If - and this is a bif if, his real surname is Affleck, then it is an old British name, presumably from the North of Britain - Northern England or Scotland - originally spelled Aughtinlech, but pronounced Affleck
When the man at Staten Island immigration heard names which sounded foreign to his ears, he wrote down how he thought they were pronounced.
This same law applies to many Amercan names as they are spelled today, regardless of the spelling of the name as the original person had it- Italian, Irish, British, Polish, German, etc. The way your new American name was spelled when you arrived in the New World was largely dependent on the way the immigration man spelled it and that was, in turn a direct result of his own ethnicity and origin.
I have often wondered about that, myself.
Either it is because the name is an upper class name of old and in the upper echelons of society the speakers had so many plums in their mouths as to render comprehension by the masses an impossibility.
Or
It is yet another example of the bizarre pronunciations we routinely use for many English words, without batting an eyelid.
The way we say though, cough, epitome, February, knot, Wednesday, eye etc, etc, etc is not according to the English phonetics of the letters used to spell these words. We pronounce them based on how we have heard them said by others.
The Featherstonehaugh/Fanshaw divide might just be another case of this, but it seems really odd because it is not every day you have to write to Mr F.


Exercise: Without any images, write the data out exactly as it appears.
··· Records supplied
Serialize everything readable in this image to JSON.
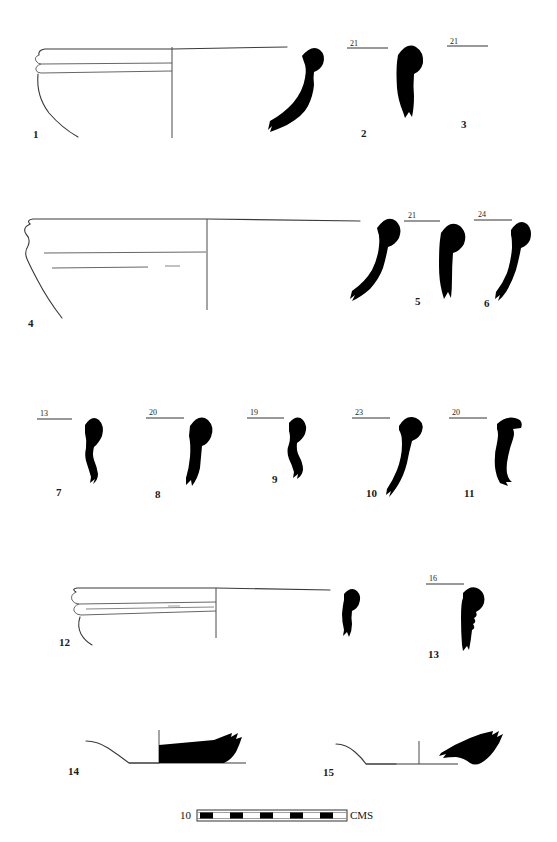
{
  "plate": {
    "width": 557,
    "height": 842,
    "background_color": "#ffffff",
    "ink_color": "#000000",
    "outline_color": "#3a3a3a",
    "type": "archaeological-pottery-profile-plate"
  },
  "scale_bar": {
    "left_label": "10",
    "right_label": "CMS",
    "segments": 10,
    "filled_segments": 5,
    "x": 197,
    "y": 810,
    "width": 150,
    "height": 11
  },
  "figures": [
    {
      "id": "1",
      "number": "1",
      "kind": "rim-profile-half-section",
      "dimension": "",
      "num_x": 33,
      "num_y": 129,
      "has_dimension_line": false
    },
    {
      "id": "2",
      "number": "2",
      "kind": "rim-sherd-silhouette",
      "dimension": "21",
      "num_x": 361,
      "num_y": 128,
      "dim_x": 350,
      "dim_y": 40,
      "dim_line_x1": 347,
      "dim_line_x2": 388,
      "dim_line_y": 48,
      "has_dimension_line": true
    },
    {
      "id": "3",
      "number": "3",
      "kind": "rim-sherd-silhouette",
      "dimension": "21",
      "num_x": 461,
      "num_y": 119,
      "dim_x": 450,
      "dim_y": 38,
      "dim_line_x1": 447,
      "dim_line_x2": 488,
      "dim_line_y": 46,
      "has_dimension_line": true
    },
    {
      "id": "4",
      "number": "4",
      "kind": "rim-profile-half-section",
      "dimension": "",
      "num_x": 28,
      "num_y": 318,
      "has_dimension_line": false
    },
    {
      "id": "5",
      "number": "5",
      "kind": "rim-sherd-silhouette",
      "dimension": "21",
      "num_x": 415,
      "num_y": 296,
      "dim_x": 408,
      "dim_y": 212,
      "dim_line_x1": 404,
      "dim_line_x2": 440,
      "dim_line_y": 221,
      "has_dimension_line": true
    },
    {
      "id": "6",
      "number": "6",
      "kind": "rim-sherd-silhouette",
      "dimension": "24",
      "num_x": 484,
      "num_y": 298,
      "dim_x": 478,
      "dim_y": 211,
      "dim_line_x1": 474,
      "dim_line_x2": 512,
      "dim_line_y": 220,
      "has_dimension_line": true
    },
    {
      "id": "7",
      "number": "7",
      "kind": "rim-sherd-silhouette",
      "dimension": "13",
      "num_x": 56,
      "num_y": 487,
      "dim_x": 40,
      "dim_y": 410,
      "dim_line_x1": 37,
      "dim_line_x2": 72,
      "dim_line_y": 419,
      "has_dimension_line": true
    },
    {
      "id": "8",
      "number": "8",
      "kind": "rim-sherd-silhouette",
      "dimension": "20",
      "num_x": 155,
      "num_y": 489,
      "dim_x": 149,
      "dim_y": 409,
      "dim_line_x1": 146,
      "dim_line_x2": 184,
      "dim_line_y": 418,
      "has_dimension_line": true
    },
    {
      "id": "9",
      "number": "9",
      "kind": "rim-sherd-silhouette",
      "dimension": "19",
      "num_x": 272,
      "num_y": 474,
      "dim_x": 250,
      "dim_y": 409,
      "dim_line_x1": 247,
      "dim_line_x2": 284,
      "dim_line_y": 418,
      "has_dimension_line": true
    },
    {
      "id": "10",
      "number": "10",
      "kind": "rim-sherd-silhouette",
      "dimension": "23",
      "num_x": 366,
      "num_y": 488,
      "dim_x": 355,
      "dim_y": 409,
      "dim_line_x1": 352,
      "dim_line_x2": 390,
      "dim_line_y": 418,
      "has_dimension_line": true
    },
    {
      "id": "11",
      "number": "11",
      "kind": "rim-sherd-silhouette",
      "dimension": "20",
      "num_x": 464,
      "num_y": 488,
      "dim_x": 452,
      "dim_y": 409,
      "dim_line_x1": 449,
      "dim_line_x2": 487,
      "dim_line_y": 418,
      "has_dimension_line": true
    },
    {
      "id": "12",
      "number": "12",
      "kind": "rim-profile-half-section",
      "dimension": "",
      "num_x": 59,
      "num_y": 637,
      "has_dimension_line": false
    },
    {
      "id": "13",
      "number": "13",
      "kind": "rim-sherd-silhouette",
      "dimension": "16",
      "num_x": 428,
      "num_y": 649,
      "dim_x": 429,
      "dim_y": 575,
      "dim_line_x1": 426,
      "dim_line_x2": 464,
      "dim_line_y": 584,
      "has_dimension_line": true
    },
    {
      "id": "14",
      "number": "14",
      "kind": "base-profile-half-section",
      "dimension": "",
      "num_x": 68,
      "num_y": 766,
      "has_dimension_line": false
    },
    {
      "id": "15",
      "number": "15",
      "kind": "base-profile-half-section",
      "dimension": "",
      "num_x": 323,
      "num_y": 767,
      "has_dimension_line": false
    }
  ]
}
······
Answer for this exercise:
Serialize everything readable in this image to JSON.
{
  "plate": {
    "width": 557,
    "height": 842,
    "background_color": "#ffffff",
    "ink_color": "#000000",
    "outline_color": "#3a3a3a",
    "type": "archaeological-pottery-profile-plate"
  },
  "scale_bar": {
    "left_label": "10",
    "right_label": "CMS",
    "segments": 10,
    "filled_segments": 5,
    "x": 197,
    "y": 810,
    "width": 150,
    "height": 11
  },
  "figures": [
    {
      "id": "1",
      "number": "1",
      "kind": "rim-profile-half-section",
      "dimension": "",
      "num_x": 33,
      "num_y": 129,
      "has_dimension_line": false
    },
    {
      "id": "2",
      "number": "2",
      "kind": "rim-sherd-silhouette",
      "dimension": "21",
      "num_x": 361,
      "num_y": 128,
      "dim_x": 350,
      "dim_y": 40,
      "dim_line_x1": 347,
      "dim_line_x2": 388,
      "dim_line_y": 48,
      "has_dimension_line": true
    },
    {
      "id": "3",
      "number": "3",
      "kind": "rim-sherd-silhouette",
      "dimension": "21",
      "num_x": 461,
      "num_y": 119,
      "dim_x": 450,
      "dim_y": 38,
      "dim_line_x1": 447,
      "dim_line_x2": 488,
      "dim_line_y": 46,
      "has_dimension_line": true
    },
    {
      "id": "4",
      "number": "4",
      "kind": "rim-profile-half-section",
      "dimension": "",
      "num_x": 28,
      "num_y": 318,
      "has_dimension_line": false
    },
    {
      "id": "5",
      "number": "5",
      "kind": "rim-sherd-silhouette",
      "dimension": "21",
      "num_x": 415,
      "num_y": 296,
      "dim_x": 408,
      "dim_y": 212,
      "dim_line_x1": 404,
      "dim_line_x2": 440,
      "dim_line_y": 221,
      "has_dimension_line": true
    },
    {
      "id": "6",
      "number": "6",
      "kind": "rim-sherd-silhouette",
      "dimension": "24",
      "num_x": 484,
      "num_y": 298,
      "dim_x": 478,
      "dim_y": 211,
      "dim_line_x1": 474,
      "dim_line_x2": 512,
      "dim_line_y": 220,
      "has_dimension_line": true
    },
    {
      "id": "7",
      "number": "7",
      "kind": "rim-sherd-silhouette",
      "dimension": "13",
      "num_x": 56,
      "num_y": 487,
      "dim_x": 40,
      "dim_y": 410,
      "dim_line_x1": 37,
      "dim_line_x2": 72,
      "dim_line_y": 419,
      "has_dimension_line": true
    },
    {
      "id": "8",
      "number": "8",
      "kind": "rim-sherd-silhouette",
      "dimension": "20",
      "num_x": 155,
      "num_y": 489,
      "dim_x": 149,
      "dim_y": 409,
      "dim_line_x1": 146,
      "dim_line_x2": 184,
      "dim_line_y": 418,
      "has_dimension_line": true
    },
    {
      "id": "9",
      "number": "9",
      "kind": "rim-sherd-silhouette",
      "dimension": "19",
      "num_x": 272,
      "num_y": 474,
      "dim_x": 250,
      "dim_y": 409,
      "dim_line_x1": 247,
      "dim_line_x2": 284,
      "dim_line_y": 418,
      "has_dimension_line": true
    },
    {
      "id": "10",
      "number": "10",
      "kind": "rim-sherd-silhouette",
      "dimension": "23",
      "num_x": 366,
      "num_y": 488,
      "dim_x": 355,
      "dim_y": 409,
      "dim_line_x1": 352,
      "dim_line_x2": 390,
      "dim_line_y": 418,
      "has_dimension_line": true
    },
    {
      "id": "11",
      "number": "11",
      "kind": "rim-sherd-silhouette",
      "dimension": "20",
      "num_x": 464,
      "num_y": 488,
      "dim_x": 452,
      "dim_y": 409,
      "dim_line_x1": 449,
      "dim_line_x2": 487,
      "dim_line_y": 418,
      "has_dimension_line": true
    },
    {
      "id": "12",
      "number": "12",
      "kind": "rim-profile-half-section",
      "dimension": "",
      "num_x": 59,
      "num_y": 637,
      "has_dimension_line": false
    },
    {
      "id": "13",
      "number": "13",
      "kind": "rim-sherd-silhouette",
      "dimension": "16",
      "num_x": 428,
      "num_y": 649,
      "dim_x": 429,
      "dim_y": 575,
      "dim_line_x1": 426,
      "dim_line_x2": 464,
      "dim_line_y": 584,
      "has_dimension_line": true
    },
    {
      "id": "14",
      "number": "14",
      "kind": "base-profile-half-section",
      "dimension": "",
      "num_x": 68,
      "num_y": 766,
      "has_dimension_line": false
    },
    {
      "id": "15",
      "number": "15",
      "kind": "base-profile-half-section",
      "dimension": "",
      "num_x": 323,
      "num_y": 767,
      "has_dimension_line": false
    }
  ]
}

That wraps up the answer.